28 The extensive issue of straight equipment bonds, without even the form of the Philadelphia plan, is comparatively recent. It is to be traced to the adoption of the use of equipment loans by the roads of strong credit, outside of the Pennsylvania system, and would not go back more than ten or twelve -years. It is true that some of the coal roads were using equipment bonds before 1890 but the instances are rare. There were probably no straight equipment bonds prior to 1885.

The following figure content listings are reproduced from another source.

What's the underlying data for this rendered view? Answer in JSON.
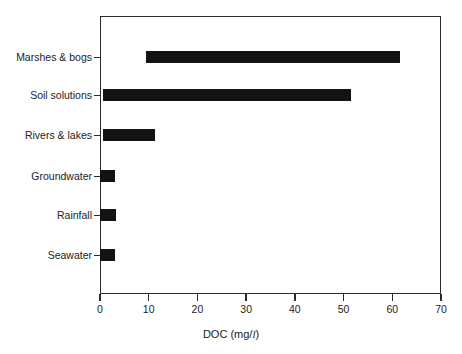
{
  "chart_data": {
    "type": "bar",
    "orientation": "horizontal",
    "title": "",
    "xlabel": "DOC (mg/l)",
    "xlabel_prefix": "DOC (mg/",
    "xlabel_unit_italic": "l",
    "xlabel_suffix": ")",
    "ylabel": "",
    "xlim": [
      0,
      70
    ],
    "xticks": [
      0,
      10,
      20,
      30,
      40,
      50,
      60,
      70
    ],
    "xticklabels": [
      "0",
      "10",
      "20",
      "30",
      "40",
      "50",
      "60",
      "70"
    ],
    "grid": false,
    "legend": false,
    "bar_color": "#131313",
    "frame_color": "#2b2b2b",
    "note": "Each bar is a range (min to max concentration) rather than a single value.",
    "categories": [
      "Marshes & bogs",
      "Soil solutions",
      "Rivers & lakes",
      "Groundwater",
      "Rainfall",
      "Seawater"
    ],
    "ranges": [
      {
        "category": "Marshes & bogs",
        "low": 9.5,
        "high": 61.5
      },
      {
        "category": "Soil solutions",
        "low": 0.6,
        "high": 51.5
      },
      {
        "category": "Rivers & lakes",
        "low": 0.6,
        "high": 11.3
      },
      {
        "category": "Groundwater",
        "low": 0.0,
        "high": 3.0
      },
      {
        "category": "Rainfall",
        "low": 0.0,
        "high": 3.2
      },
      {
        "category": "Seawater",
        "low": 0.0,
        "high": 3.0
      }
    ]
  }
}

27 Even then under the conditional sale, except in Pennsylvania and possibly one or two other states, the title is considered to remain with the trustee. One of the latest decisions covering this point states: "The title to the equipment sold under the contracts here involved remained in the vendors until fully paid for. The interest of the railroad companies and their mortgages was but an equitable interest, and subject to the terms of the conditional sale." Metropolitan Trust Company v. Railroad Equipment Company, 108 Fed. 918 (1901). 28 An excellent illustration of the difference of strength in the two kinds of issues is afforded by the reorganization of the Norfolk and Western Railroad. There were at the time of the failure two groups of equipment obligations: (1) Equipment mortgage 5 per cent bonds of 1888, $4,114,000 outstanding. These were not issued under the regular Philadelphia plan. (2) Car trust obligations, various issues and maturities, $3,125,000 outstanding. These were issued under the Philadelphia plan in its simple form or with certain unimportant modifications. In the reorganization, the equipment bonds were disturbed, the holders receiving new bonds and stock, whereas the car trust obligations were paid in cash, although it required over half the $5,555,000 of money raised for immediate needs. Plan given in Com. & Fin. Chron., vol. LXII, p. 641. 29 See note 12.

30 Except about $1,400,000 of the Colorado and Southern.